Chinese automaker BYD has implemented salary increases for its research and development staff, becoming the latest major company to lift pay as China steps up efforts to rein in excessive competition and stimulate domestic consumption.
Reports of the pay rises were confirmed by BYD, according to a report on Wednesday by local financial media outlet Cailian. Market speculation suggested most employees received monthly increases of between 500 yuan ($71) and 1,000 yuan, while a smaller group saw raises of 2,000 to 3,000 yuan. BYD did not comment on specific amounts, Cailian said.
BYD operates two annual salary adjustment windows and one promotion cycle each year, according to the report. Founded in 1995, the company has expanded into one of China’s largest automakers, employing more than 900,000 people, including nearly 110,000 R&D personnel.
The move follows a recent pay adjustment by battery giant CATL, which earlier this month said it would raise monthly base salaries for production workers by 150 yuan from Jan. 1, 2026. CATL had 131,988 employees at the end of 2024, including 96,725 frontline production workers.
The wage increases come as Chinese authorities seek to address what they describe as excessive competition across industries, particularly in the electric vehicle sector, while encouraging higher household spending. Intense price wars among automakers in recent years have squeezed margins and heightened concerns about sustainability, a phenomenon commonly referred to in China as “involution.”
“The primary cause of involution is dominant companies pursuing excessive competition,” said Dong Yang, former executive vice-chairman of the China Association of Automobile Manufacturers, in a commentary published on WeChat on Wednesday. If companies focus solely on their own growth while ignoring the interests of the broader supply chain or industry order, that constitutes involution, he wrote.
Dong said that efforts to govern involution were among the most significant developments shaping China’s auto industry in 2025, underscoring the policy backdrop against which companies such as BYD and CATL are adjusting labour practices.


What is required> Look through the records, and whenever a line includes the word "millions", copy it.

** Opening Data extracts block **

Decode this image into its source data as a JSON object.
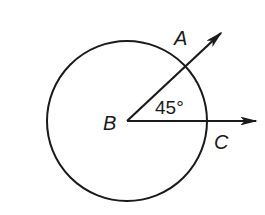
{
  "diagram": {
    "type": "geometry-angle-in-circle",
    "colors": {
      "stroke": "#1a1a1a",
      "background": "#ffffff"
    },
    "circle": {
      "center": "B"
    },
    "points": {
      "A": {
        "label": "A"
      },
      "B": {
        "label": "B"
      },
      "C": {
        "label": "C"
      }
    },
    "rays": [
      {
        "from": "B",
        "through": "A",
        "arrow": true
      },
      {
        "from": "B",
        "through": "C",
        "arrow": true
      }
    ],
    "angle": {
      "vertex": "B",
      "between": [
        "A",
        "C"
      ],
      "label": "45°",
      "value_degrees": 45
    }
  }
}
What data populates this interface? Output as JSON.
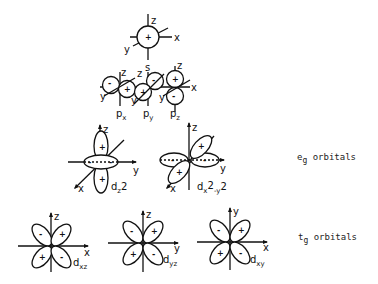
{
  "diagram": {
    "type": "atomic-orbitals",
    "s_orbital": {
      "label": "s",
      "sign": "+",
      "axes": [
        "x",
        "y",
        "z"
      ]
    },
    "p_orbitals": [
      {
        "label": "p",
        "subscript": "x",
        "signs": [
          "-",
          "+"
        ]
      },
      {
        "label": "p",
        "subscript": "y",
        "signs": [
          "-",
          "+"
        ]
      },
      {
        "label": "p",
        "subscript": "z",
        "signs": [
          "+",
          "-"
        ]
      }
    ],
    "eg_orbitals": {
      "group_label": "e",
      "group_subscript": "g",
      "group_suffix": " orbitals",
      "items": [
        {
          "label": "d",
          "subscript": "z2",
          "display": "dz2",
          "signs": [
            "+",
            "+",
            "-",
            "-"
          ],
          "axes": [
            "x",
            "y",
            "z"
          ]
        },
        {
          "label": "d",
          "subscript": "x2-y2",
          "display": "dx2-y2",
          "signs": [
            "+",
            "+",
            "-",
            "-"
          ],
          "axes": [
            "x",
            "y",
            "z"
          ]
        }
      ]
    },
    "t2g_orbitals": {
      "group_label": "t",
      "group_subscript": "g",
      "group_suffix": " orbitals",
      "items": [
        {
          "label": "d",
          "subscript": "xz",
          "signs": [
            "-",
            "+",
            "+",
            "-"
          ],
          "axes": [
            "x",
            "z"
          ]
        },
        {
          "label": "d",
          "subscript": "yz",
          "signs": [
            "-",
            "+",
            "+",
            "-"
          ],
          "axes": [
            "y",
            "z"
          ]
        },
        {
          "label": "d",
          "subscript": "xy",
          "signs": [
            "-",
            "+",
            "+",
            "-"
          ],
          "axes": [
            "x",
            "y"
          ]
        }
      ]
    }
  },
  "labels": {
    "s": "s",
    "px": "p",
    "px_sub": "x",
    "py": "p",
    "py_sub": "y",
    "pz": "p",
    "pz_sub": "z",
    "dz2": "d",
    "dz2_sub": "z",
    "dz2_sup": "2",
    "dx2y2": "d",
    "dx2y2_sub": "x",
    "dx2y2_sup": "2",
    "dx2y2_tail": "-y",
    "dx2y2_sup2": "2",
    "dxz": "d",
    "dxz_sub": "xz",
    "dyz": "d",
    "dyz_sub": "yz",
    "dxy": "d",
    "dxy_sub": "xy",
    "eg_main": "e",
    "eg_sub": "g",
    "eg_suffix": " orbitals",
    "tg_main": "t",
    "tg_sub": "g",
    "tg_suffix": " orbitals",
    "axis_x": "x",
    "axis_y": "y",
    "axis_z": "z",
    "plus": "+",
    "minus": "-"
  }
}
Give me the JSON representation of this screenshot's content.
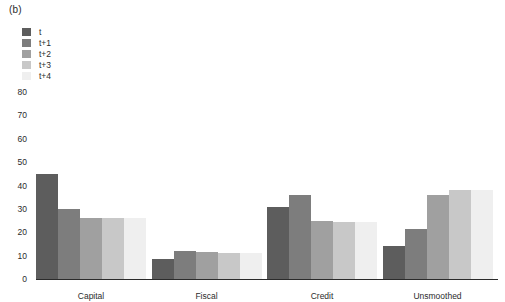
{
  "panel": {
    "label": "(b)"
  },
  "legend": {
    "position": "top-left",
    "items": [
      {
        "label": "t",
        "color": "#5d5d5d"
      },
      {
        "label": "t+1",
        "color": "#7d7d7d"
      },
      {
        "label": "t+2",
        "color": "#a0a0a0"
      },
      {
        "label": "t+3",
        "color": "#c8c8c8"
      },
      {
        "label": "t+4",
        "color": "#efefef"
      }
    ]
  },
  "chart_data": {
    "type": "bar",
    "title": "",
    "xlabel": "",
    "ylabel": "",
    "categories": [
      "Capital",
      "Fiscal",
      "Credit",
      "Unsmoothed"
    ],
    "series": [
      {
        "name": "t",
        "color": "#5d5d5d",
        "values": [
          45,
          8.5,
          31,
          14
        ]
      },
      {
        "name": "t+1",
        "color": "#7d7d7d",
        "values": [
          30,
          12,
          36,
          21.5
        ]
      },
      {
        "name": "t+2",
        "color": "#a0a0a0",
        "values": [
          26,
          11.5,
          25,
          36
        ]
      },
      {
        "name": "t+3",
        "color": "#c8c8c8",
        "values": [
          26,
          11,
          24.5,
          38
        ]
      },
      {
        "name": "t+4",
        "color": "#efefef",
        "values": [
          26,
          11,
          24.5,
          38
        ]
      }
    ],
    "ylim": [
      0,
      80
    ],
    "yticks": [
      0,
      10,
      20,
      30,
      40,
      50,
      60,
      70,
      80
    ],
    "ytick_labels": [
      "0",
      "10",
      "20",
      "30",
      "40",
      "50",
      "60",
      "70",
      "80"
    ],
    "grid": false,
    "legend_position": "top-left"
  }
}
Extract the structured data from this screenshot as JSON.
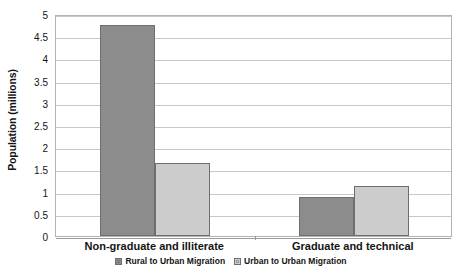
{
  "chart_data": {
    "type": "bar",
    "title": "",
    "xlabel": "",
    "ylabel": "Population (millions)",
    "categories": [
      "Non-graduate and illiterate",
      "Graduate and technical"
    ],
    "series": [
      {
        "name": "Rural to Urban Migration",
        "color": "#8c8c8c",
        "values": [
          4.75,
          0.88
        ]
      },
      {
        "name": "Urban to Urban Migration",
        "color": "#cccccc",
        "values": [
          1.65,
          1.12
        ]
      }
    ],
    "ylim": [
      0,
      5
    ],
    "ytick_step": 0.5,
    "yticks": [
      "0",
      "0.5",
      "1",
      "1.5",
      "2",
      "2.5",
      "3",
      "3.5",
      "4",
      "4.5",
      "5"
    ],
    "grid": true,
    "legend_position": "bottom",
    "plot_border_color": "#b3b3b3",
    "gridline_color": "#c8c8c8",
    "bar_border_color": "#6e6e6e",
    "background": "#ffffff"
  },
  "axis": {
    "y_title": "Population (millions)"
  },
  "legend": {
    "entries": [
      {
        "label": "Rural to Urban Migration",
        "swatch_icon": "legend-swatch-icon"
      },
      {
        "label": "Urban to Urban Migration",
        "swatch_icon": "legend-swatch-icon"
      }
    ]
  }
}
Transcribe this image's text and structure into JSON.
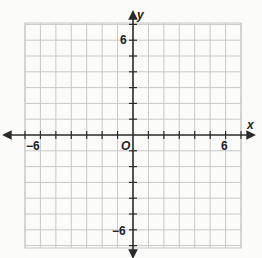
{
  "diagram": {
    "type": "coordinate-plane",
    "x_axis": {
      "label": "x",
      "min": -7,
      "max": 7,
      "tick_step": 1,
      "labeled_ticks": [
        {
          "value": -6,
          "text": "−6"
        },
        {
          "value": 6,
          "text": "6"
        }
      ]
    },
    "y_axis": {
      "label": "y",
      "min": -7,
      "max": 7,
      "tick_step": 1,
      "labeled_ticks": [
        {
          "value": 6,
          "text": "6"
        },
        {
          "value": -6,
          "text": "−6"
        }
      ]
    },
    "origin_label": "O",
    "colors": {
      "grid": "#c8c8c8",
      "axis": "#2a2a2a",
      "background": "#fbfbfa"
    }
  }
}
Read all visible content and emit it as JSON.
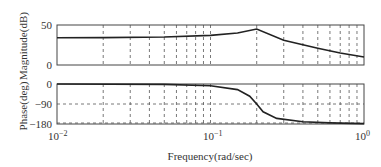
{
  "chart_data": [
    {
      "type": "line",
      "title": "",
      "xlabel": "Frequency(rad/sec)",
      "ylabel": "Magnitude(dB)",
      "xscale": "log",
      "xlim": [
        0.01,
        1
      ],
      "ylim": [
        0,
        50
      ],
      "yticks": [
        "0",
        "50"
      ],
      "grid": true,
      "series": [
        {
          "name": "magnitude",
          "x": [
            0.01,
            0.02,
            0.05,
            0.1,
            0.15,
            0.2,
            0.3,
            0.5,
            0.7,
            1.0
          ],
          "values": [
            34,
            34.2,
            35,
            37,
            40,
            45,
            31,
            21,
            15,
            10
          ]
        }
      ]
    },
    {
      "type": "line",
      "title": "",
      "xlabel": "Frequency(rad/sec)",
      "ylabel": "Phase(deg)",
      "xscale": "log",
      "xlim": [
        0.01,
        1
      ],
      "ylim": [
        -180,
        0
      ],
      "yticks": [
        "0",
        "-90",
        "-180"
      ],
      "xticks": [
        "10^-2",
        "10^-1",
        "10^0"
      ],
      "grid": true,
      "series": [
        {
          "name": "phase",
          "x": [
            0.01,
            0.05,
            0.1,
            0.15,
            0.18,
            0.2,
            0.22,
            0.27,
            0.4,
            0.6,
            1.0
          ],
          "values": [
            0,
            -2,
            -8,
            -25,
            -55,
            -90,
            -125,
            -155,
            -170,
            -175,
            -178
          ]
        }
      ]
    }
  ],
  "labels": {
    "mag_ylabel": "Magnitude(dB)",
    "phase_ylabel": "Phase(deg)",
    "xlabel": "Frequency(rad/sec)",
    "mag_ytick_top": "50",
    "mag_ytick_bottom": "0",
    "phase_ytick_top": "0",
    "phase_ytick_mid": "−90",
    "phase_ytick_bottom": "−180",
    "xtick_base": "10",
    "xtick_exp_0": "−2",
    "xtick_exp_1": "−1",
    "xtick_exp_2": "0"
  }
}
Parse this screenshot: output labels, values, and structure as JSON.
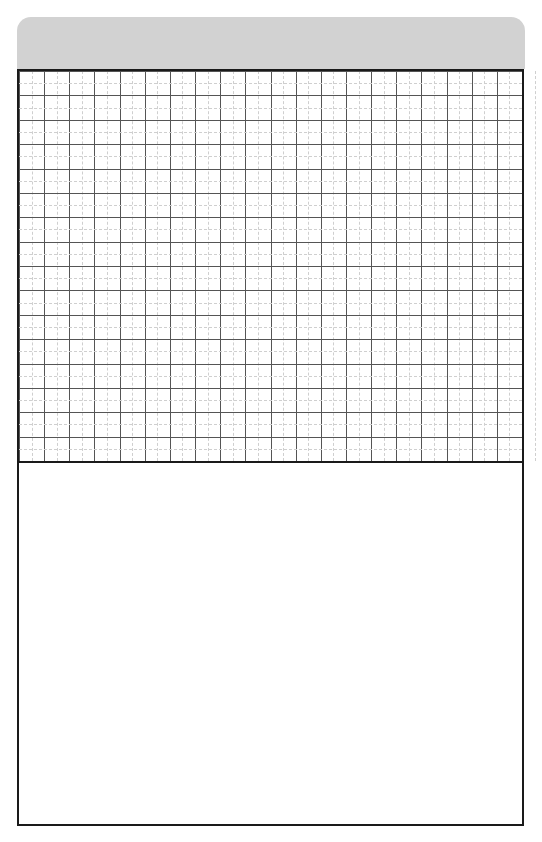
{
  "page": {
    "background_color": "#ffffff",
    "width": 542,
    "height": 842
  },
  "header_tab": {
    "name": "header-tab",
    "label": "",
    "fill_color": "#d2d2d2",
    "corner_radius": "14px",
    "is_blank": true
  },
  "document_frame": {
    "border_color": "#1a1a1a",
    "border_width": "2px",
    "fill_color": "#ffffff"
  },
  "grid": {
    "name": "graph-grid",
    "major_columns": 20,
    "major_rows": 16,
    "minor_subdivisions": 2,
    "major_line_color": "#555555",
    "minor_line_color": "#cfcfcf",
    "minor_line_style": "dashed",
    "cell_width_px": 25.15,
    "cell_height_px": 24.5,
    "is_empty": true,
    "content": ""
  },
  "blank_area": {
    "name": "blank-writing-area",
    "fill_color": "#ffffff",
    "is_empty": true,
    "content": ""
  }
}
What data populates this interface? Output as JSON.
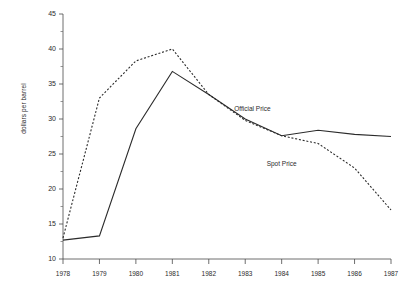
{
  "chart_data": {
    "type": "line",
    "title": "",
    "xlabel": "",
    "ylabel": "dollars per barrel",
    "x": [
      1978,
      1979,
      1980,
      1981,
      1982,
      1983,
      1984,
      1985,
      1986,
      1987
    ],
    "xtick_labels": [
      "1978",
      "1979",
      "1980",
      "1981",
      "1982",
      "1983",
      "1984",
      "1985",
      "1986",
      "1987"
    ],
    "ytick_labels": [
      "10",
      "15",
      "20",
      "25",
      "30",
      "35",
      "40",
      "45"
    ],
    "yticks": [
      10,
      15,
      20,
      25,
      30,
      35,
      40,
      45
    ],
    "yminor_step": 2.5,
    "xlim": [
      1978,
      1987
    ],
    "ylim": [
      10,
      45
    ],
    "grid": false,
    "legend_position": "inline-annotations",
    "series": [
      {
        "name": "Official Price",
        "style": "solid",
        "color": "#2b2b2b",
        "values": [
          12.7,
          13.3,
          28.6,
          36.8,
          33.5,
          30.0,
          27.6,
          28.4,
          27.8,
          27.5
        ]
      },
      {
        "name": "Spot Price",
        "style": "dashed",
        "color": "#2b2b2b",
        "values": [
          13.0,
          33.0,
          38.3,
          40.0,
          33.5,
          29.8,
          27.6,
          26.5,
          23.0,
          17.0
        ]
      }
    ],
    "annotations": [
      {
        "text": "Official Price",
        "x": 1983.2,
        "y": 31.2
      },
      {
        "text": "Spot Price",
        "x": 1984.0,
        "y": 23.3
      }
    ]
  }
}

** Closing Data extracts block **

Result below>
    "ylabel": "Population (millions)",
    "y_title": "Population (millions)"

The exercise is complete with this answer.